From the first line to the last, please print the entries exactly, omitting pictures.

Start of Information supplied

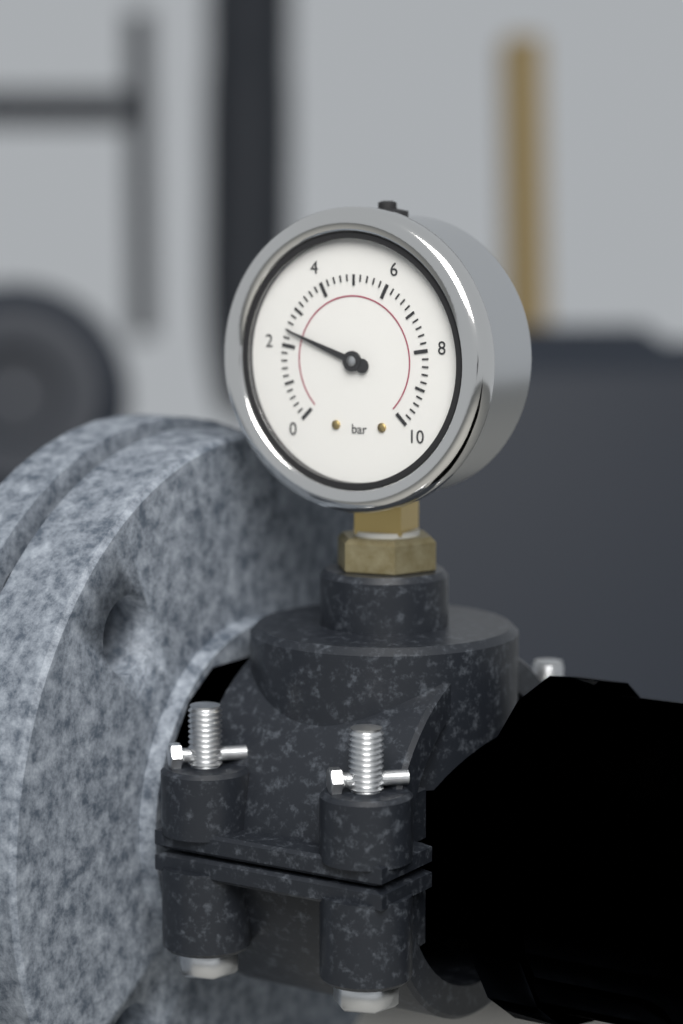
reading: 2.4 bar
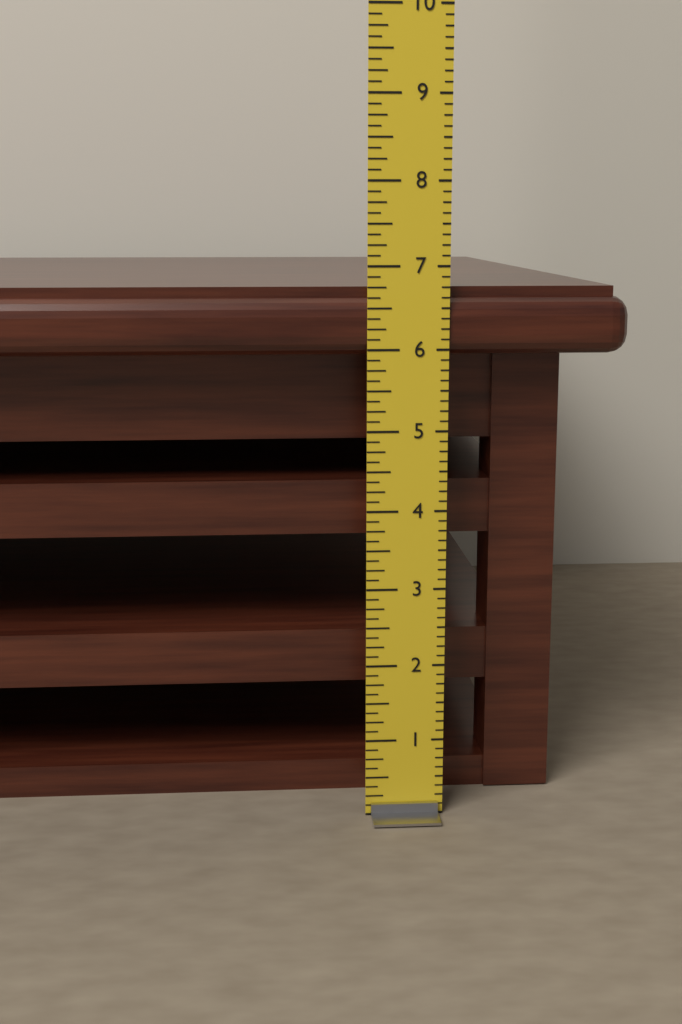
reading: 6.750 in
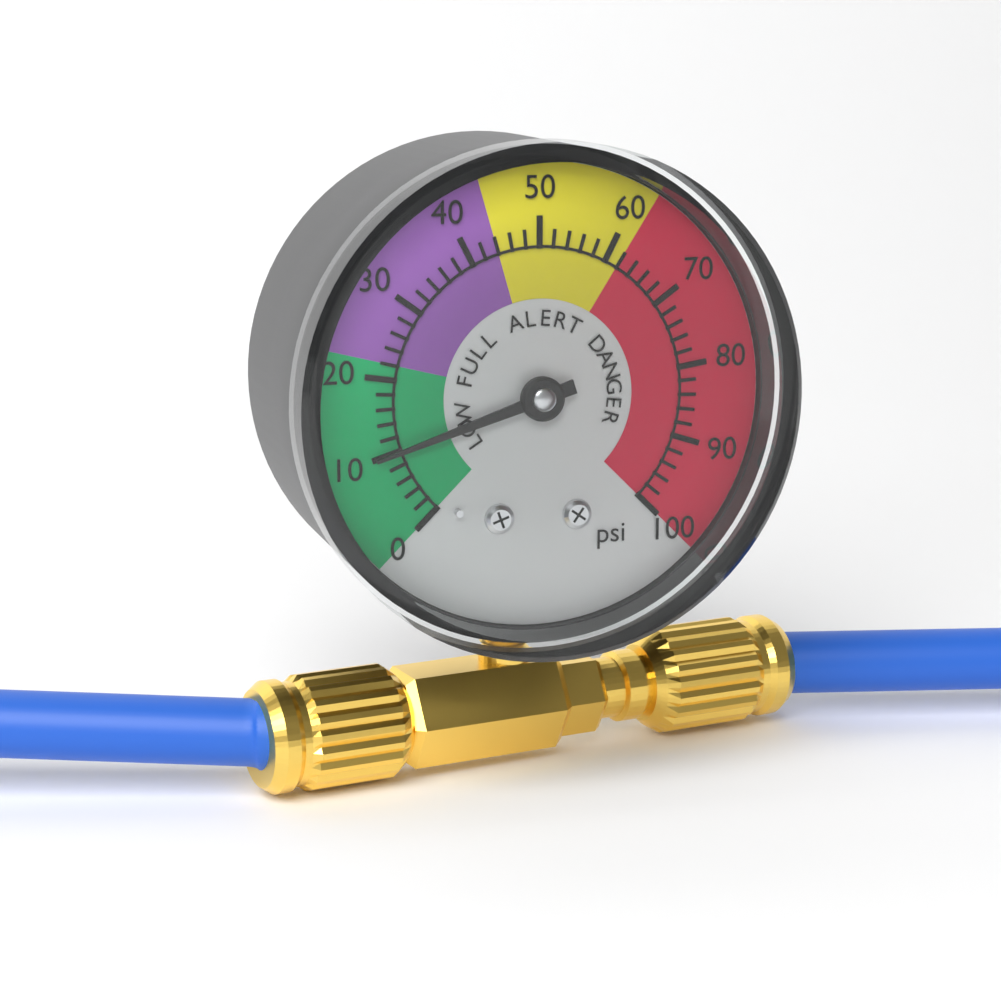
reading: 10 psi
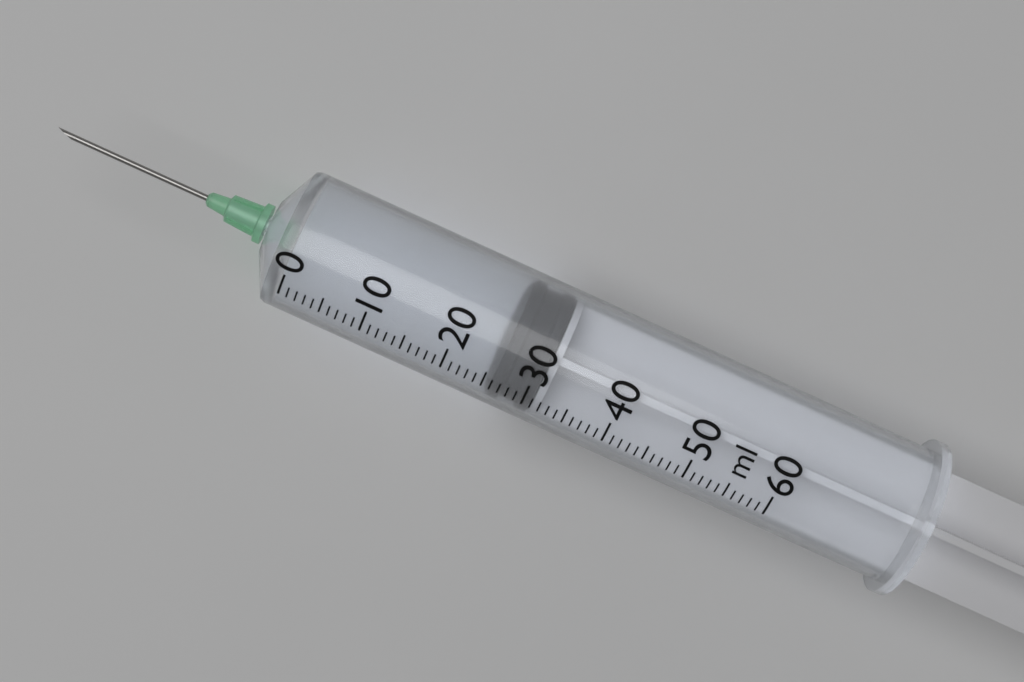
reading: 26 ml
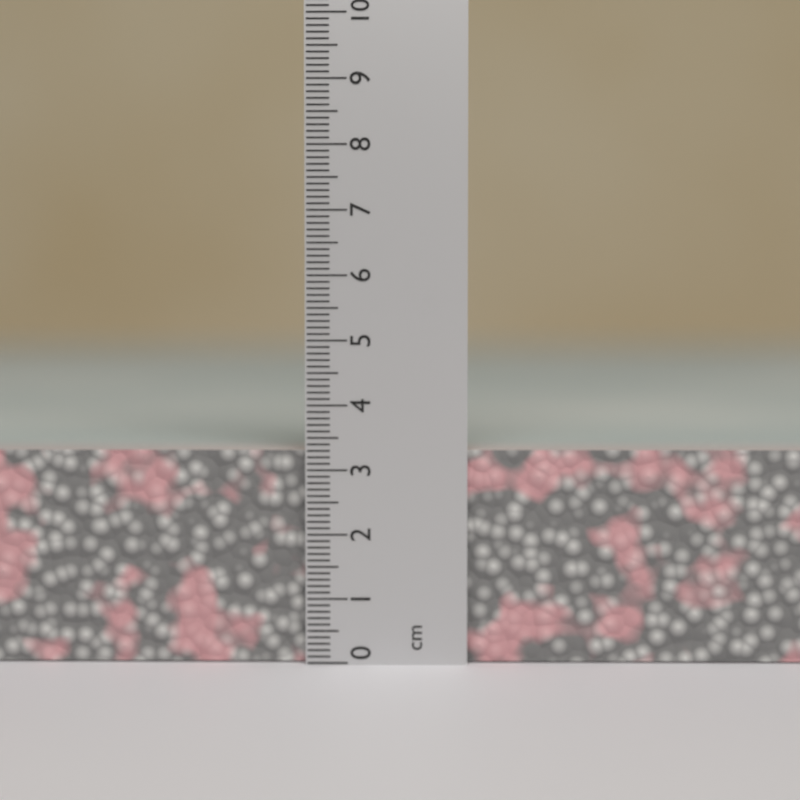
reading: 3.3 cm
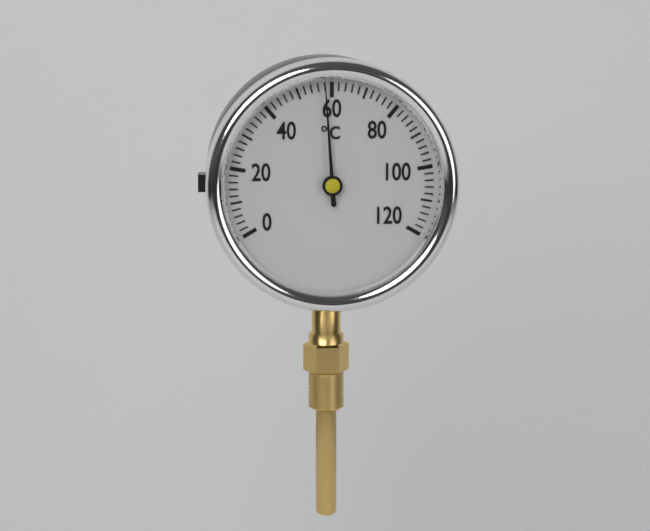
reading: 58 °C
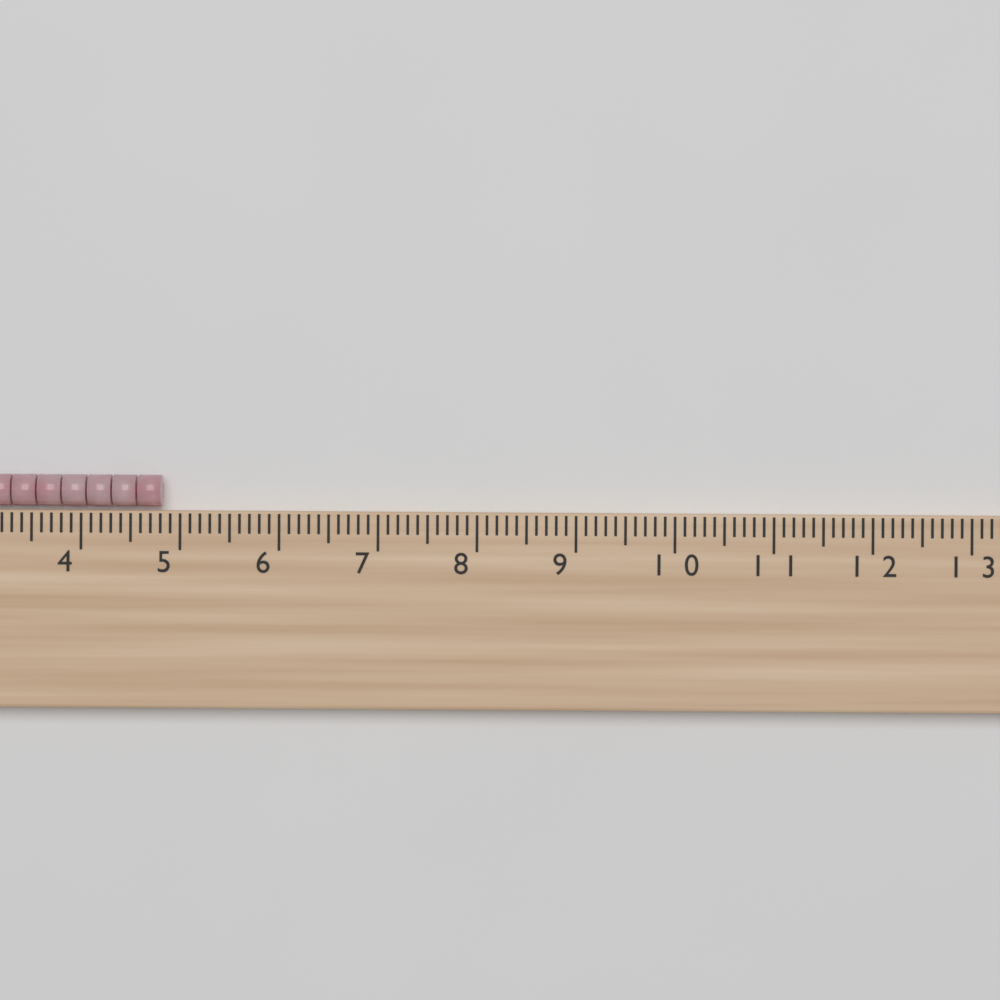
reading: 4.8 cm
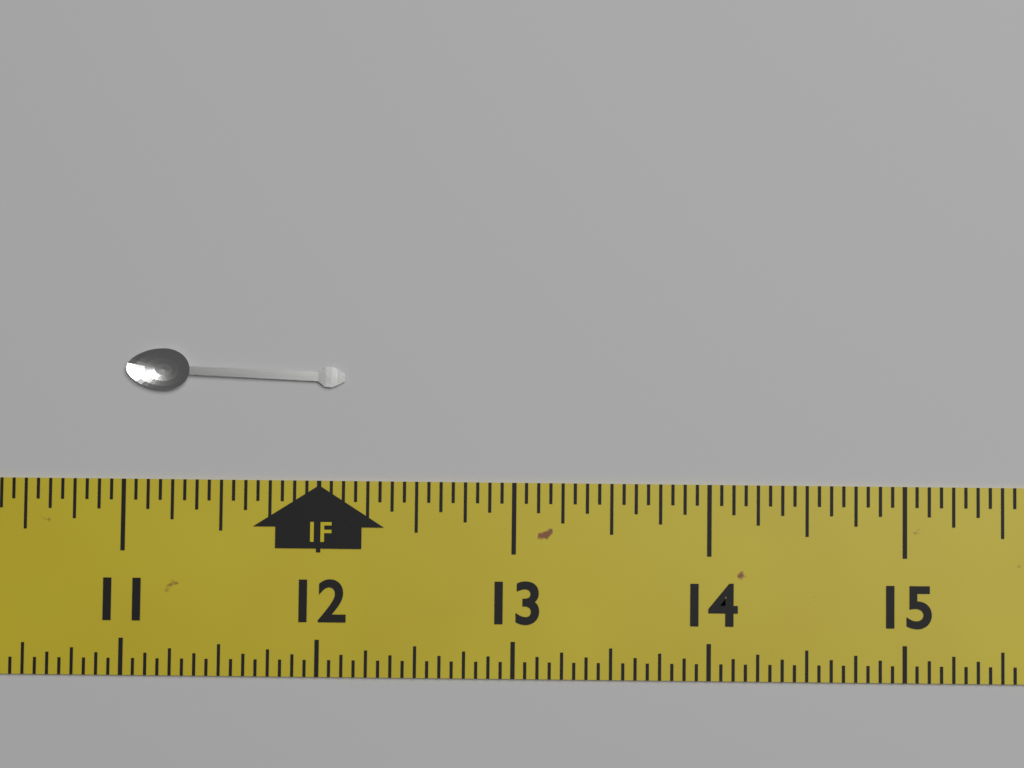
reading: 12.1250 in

End of Information supplied

### [Result for this task]
reading: 2.4 bar
reading: 6.750 in
reading: 10 psi
reading: 26 ml
reading: 3.3 cm
reading: 58 °C
reading: 4.8 cm
reading: 12.1250 in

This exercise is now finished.